To Suetonius, working from a broad collection of sources if over a century and a half later, the parting was as reluctant as the about-face on the Nile. The Roman commander
“did not let
her leave until he had laden her with high honours and rich gifts.” He acknowledged Caesarion as his son and “allowed her to give his name to the child.” There was no reason for him to hesitate to do so. At least in 45, Caesar’s plans could only be furthered by an Eastern heir and a living link to Alexander the Great. He was also conceding the obvious. If he had not already begun to do so, two-year-old Caesarion soon enough resembled his father in looks and manner. The acknowledgment may have been the point of the reunion; Caesarion’s recognition was easily worth any number of trips across the Mediterranean. As one historian has it—and as many have noted under similar circumstances before and since—their child
“was her best card
if she aimed at pinning Caesar down to a previous agreement or promise.” The nature of that promise eludes us, aside from formal recognition as a friend of Rome, which had cost Cleopatra’s father the astounding sum of 6,000 talents.

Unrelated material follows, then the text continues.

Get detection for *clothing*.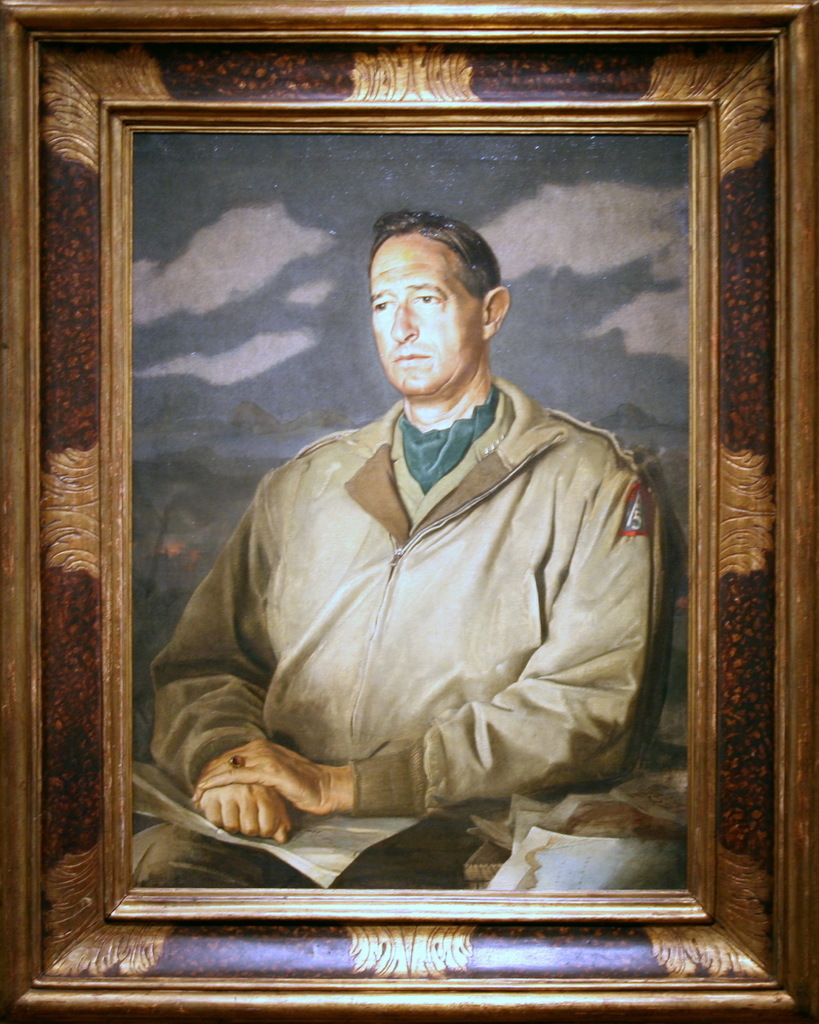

How else to account for the extended Roman stay or stays? There was
too much at stake to subscribe to sentiment over politics. Caesar had summoned Cleopatra once before; his own motives over these eighteen months are among the most probed and least understood in history. It is plausible that the two were planning some kind of future together, as many would conclude, to Caesar’s discredit. At the end of her life Cleopatra had in hand a clutch of
passionate, admiring letters
from Caesar, at least some of which he must have written to her between 48 and 46. Here was the historical version of that beautiful vase of poisonous snakes. It is possible that Cleopatra felt she
needed to press her case
personally with Caesar’s colleagues, to confirm that Egypt was to remain a friend and ally of Rome under her rule. The Senate was a less than cohesive body, invested in private agendas and by no means unanimously inclined toward Caesar’s. She knew intimately of its factions; to broaden her base of support abroad was to secure the throne at home. (Cicero’s take on official Rome was less flattering:
“A more raffish assemblage
never sat down in a low-grade music hall,” he huffed about a jury of his peers.) Cleopatra’s second visit would have coincided with Caesar’s autumn return from Spain in 45, by which time he expected to turn to a
reorganization of the East
. She could not afford to be left out of that conversation, if only for the sake of Cyprus, which formally belonged to her brother, and which had a tendency to resist her authority. If Cleopatra had greater plans still, they are lost to us today. Certainly it was easy to assign her spectacular, designing motives; Rome was accustomed to scheming Ptolemies. What survives instead is the cost of Cleopatra’s reunion with Caesar. It was ruinous. While she may have spent her days as quietly as Homer’s Penelope, she wound up more like a calamity-causing Helen of Troy. This was to be her illogical adventure.

V

MAN IS BY NATURE A POLITICAL CREATURE

“O would that the female sex
were nowhere to be found—but in my lap!”